Where does kwecbuild run the various Klocwork analysis stages?
- The compilation stage is integrated into the Electric Cloud environment. The generated make file is located at <output_tables_directory>/makefile.
- The issue detection stage is integrated into the Electric Cloud environment. The generated make file is located at <output_tables_directory>/clef/ecMakefile.
- The linking and reports stages are executed locally.
Limitations
- Only a full, complete analysis is supported. Incremental analysis is not supported, and it is not possible to resume an analysis with kwecbuild.
- Multibyte characters (such as Japanese) are not supported by kwecbuild.
Example
The following example uses the open-source project readline.
The <Server_install>/bin directory has been added to $PATH.
Our current working directory is /space/source/x86-32/c/readline/5.2.
Creating a build specification for Electric Cloud
First we need to create a build specification, which will then be used as the basis for our integration build analysis.
- We run emake to generate an annotation file.
-
/opt/ecloud/i686_Linux/bin/emake --emake-cm=localhost --emake-annodetail=basic --emake-annofile=emake.xml
- This command specifies that the emake cluster manager is on localhost, and creates an annotation file named emake.xml.
- We convert the annotation into a build trace with kwlogparser.
-
kwlogparser --output emake.trace emake-annotation emake.xml
- This command converts emake.xml into a build trace named emake.trace.
- We convert the build trace into a build specification with kwinject.
-
kwinject —-trace-in emake.trace
- This command generates a build specification from emake.trace . The default output build specification file name, kwinject.out , will be used.
Running a distributed analysis with kwecbuild
Now we can use the build specification to run a distributed analysis.
- We ensure that our current working directory is the same directory as our Electric Cloud integrated build.
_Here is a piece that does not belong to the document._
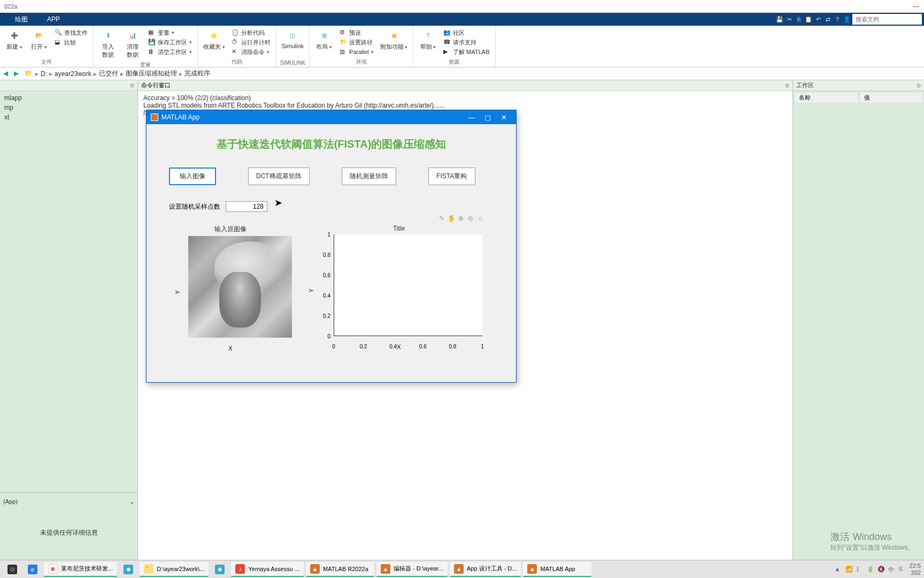 The image size is (924, 578). I want to click on support-button: ☎请求支持, so click(466, 42).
- /space/source/x86-32/c/readline/5.2
- We run a distributed Klocwork analysis in Electric Cloud, using the build specification as input.
- kwecbuild --force --license-host flex1 --ec-make /opt/ecloud/i686_Linux/bin/emake --ec-host localhost --output-dir tables kwinject.out
- This command runs a distributed analysis on the build specification kwinject.out. Note that as required, the output directory for kwecbuild is inside the current working directory. The --force option allows us to overwrite data from a previous analysis.
- We make sure the Klocwork Servers are running before performing the next two steps. See Starting the Klocwork Servers.
- We create a Klocwork project.
- kwadmin create-project readline52
- This command creates a project named readline52.
- We load the analysis results into the database.
- kwadmin load readline52 tables
- This command loads the data in the tables directory into the Klocwork database.